Today will write her story as she unfolds.  And it will be good.  With its surprise, and mystery and delight.  Its twists its turns, its delightful birdsong.

The bellowing out and proclaiming will be done tonight, looking back on today. The nose pressed  against the glass, looking hard at this today. And counting gifts………

Listening for the birdsong, listening for the JOY. Wrapping it in a word of gratitude.

Seeing More Clearly Through A Lense of Grace and Mercy

Blinded by the light.  Its difficult to see.  Feeling unsafe behind the wheel.  Hoping to be home and safe soon.  I am vulnerable and I am challenged. The eye doctor dilates my eyes and every ray of sun causes a wince, bringing hand to eye for cover and protection. I am not seeing well.  I am not seeing clearly.  I want to go home. I know this is temporary.  I am certain my vision will improve.  I’ve been told it will take two hours.  But in this time I am reminded of what it feels like to see unclearly, to see the world in a blur, missing detail.  Things are askew.  Things are murky, cloudy and off a beat a bit. There are so many times when I do not see the what’s right there. Someone has unspoken pain and I do not see the what’s behind the surface. Someone is struggling with a life circumstance and I do not see clearly the effect it has on words and actions. There is a hidden fact or emotion which I do not see, cannot see, or even will not see. Things are hidden away.  Buried down deep. Out of sight. Out of plain view.  Things that require sweet Mercy and Grace to see with tenderness and understanding.  Like my dilated eyes preventing clarity, the blur of the eyes of the heart can slant and cripple,distort  the ability to see with Kingdom Eyes.   “You can’t go on ‘seeing through’ things forever. The whole point of seeing through something is to see something through it.
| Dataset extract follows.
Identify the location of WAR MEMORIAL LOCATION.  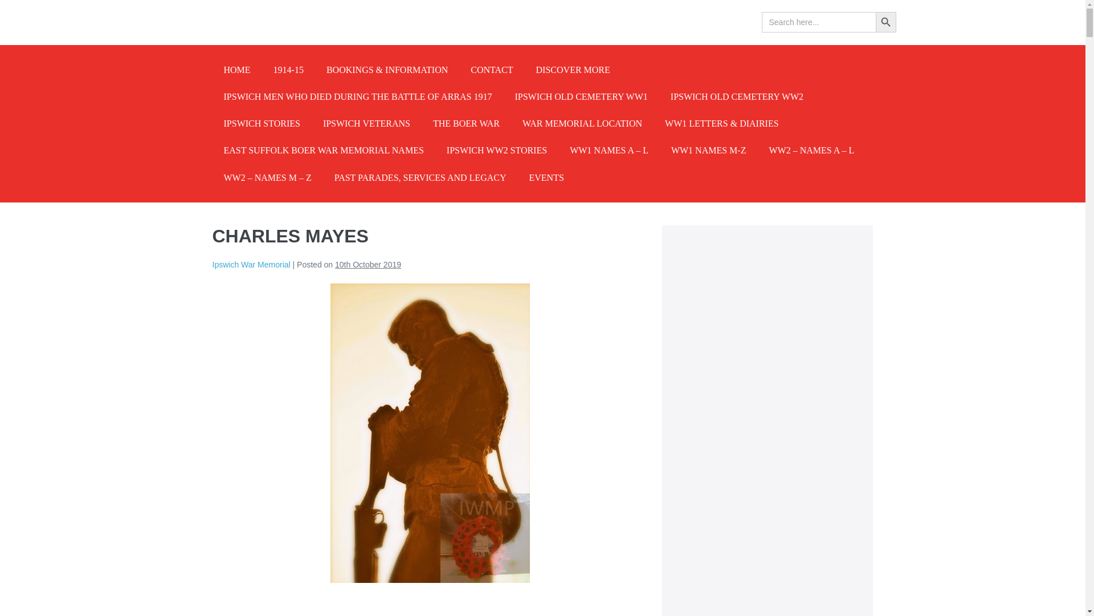
(582, 123).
To ‘see through’ all things is the same as not to see”. — C.S. Lewis, “The Abolition of Man”. But when I put on the lense of Grace and my heart looks out through a lense of Mercy, I begin to see with understanding and love.  The facts or circumstances causing the blurry are less important.  The pieces of the puzzle missing matter less now.  My eyes are more aligned with the heart of God.  Mercifully I see.  The blur of pain causing a skewed understanding fades when I look in love.  His love.  Handicapped on my own.  Unable to see clearly without Him.  Needing the corrective lense on life of the spirit of God, needing a shift in my fleshy perspective, needing a glimpse of His people through the eyes of Jesus.“The litmus test of our love for God is our love of neighbor.” — Brennan Manning.
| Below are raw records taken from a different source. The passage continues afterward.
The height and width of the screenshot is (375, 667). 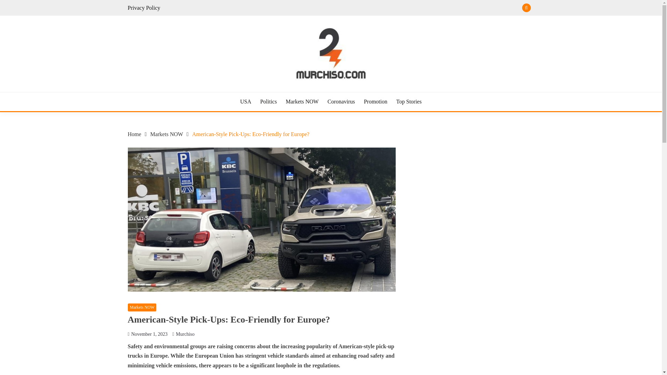 I want to click on Markets NOW, so click(x=142, y=308).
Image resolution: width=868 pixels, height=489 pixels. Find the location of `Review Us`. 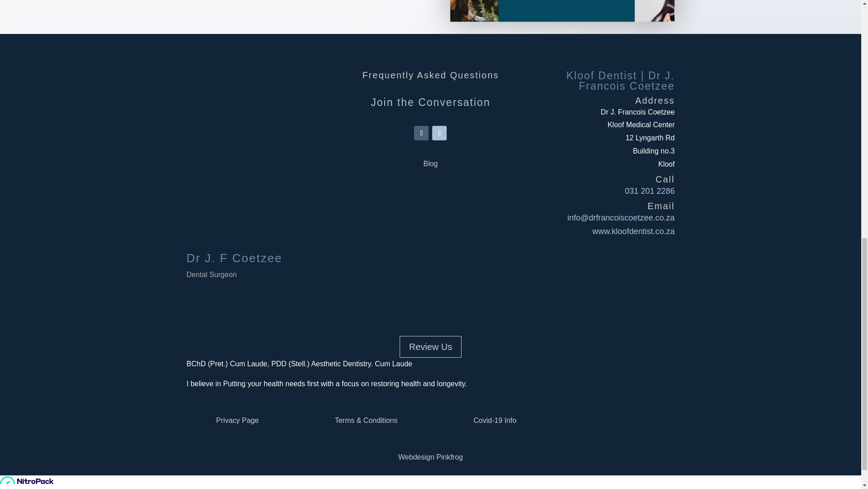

I want to see clearly, lovingly, tenderly, mercifully.  And I want to see past and through the circumstances- both my own and those of others.  I want to see the hard to see places and yet see nothing, embracing and loving the hard and the unlovable.  Loving in an all out way where all becomes invisible in love but that which matters.  They are my family, my friends, my neighbors. I want to love Gracefully and Mercifully in the blur of life, the blur of pain, the blur of hurt, and the blur of circumstances.
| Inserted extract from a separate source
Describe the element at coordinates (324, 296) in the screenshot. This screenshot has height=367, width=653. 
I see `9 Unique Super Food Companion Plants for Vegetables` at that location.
Eyes of Mercy and Eyes of Grace shift perspective, shift view, and opinion and judgement.  A lense of Grace and a lense of Love allow compassion and tenderness to focus the eyes of the heart lovingly, kindly, and oh so sweetly to see Beauty each and every time.  To see the shadow of the Cross and the bright clear love reigning down from Heaven.

My vision is still off.  I feel the sting of the blurr of my vision being manipulated by the doctor.  And I know how fragile the eyes are, especially the eyes of my heart.  I know how quickly I am prone to look out not in love, but in judgement, in criticism, in hyper-sensitivity and without empathy.

So I lean hard on Him as a blind woman leans on a cane.  Crippled am I, handicapped am I without any strength on my own.  With the vision of a sinner, blind to others, stumbling into others, running hard into pain and causing it myself, I need the Shephard’s staff.

Mercifully He offers.  Mercifully He leads.

Amazing Grace.  A view of life like no other, through the lense of Grace.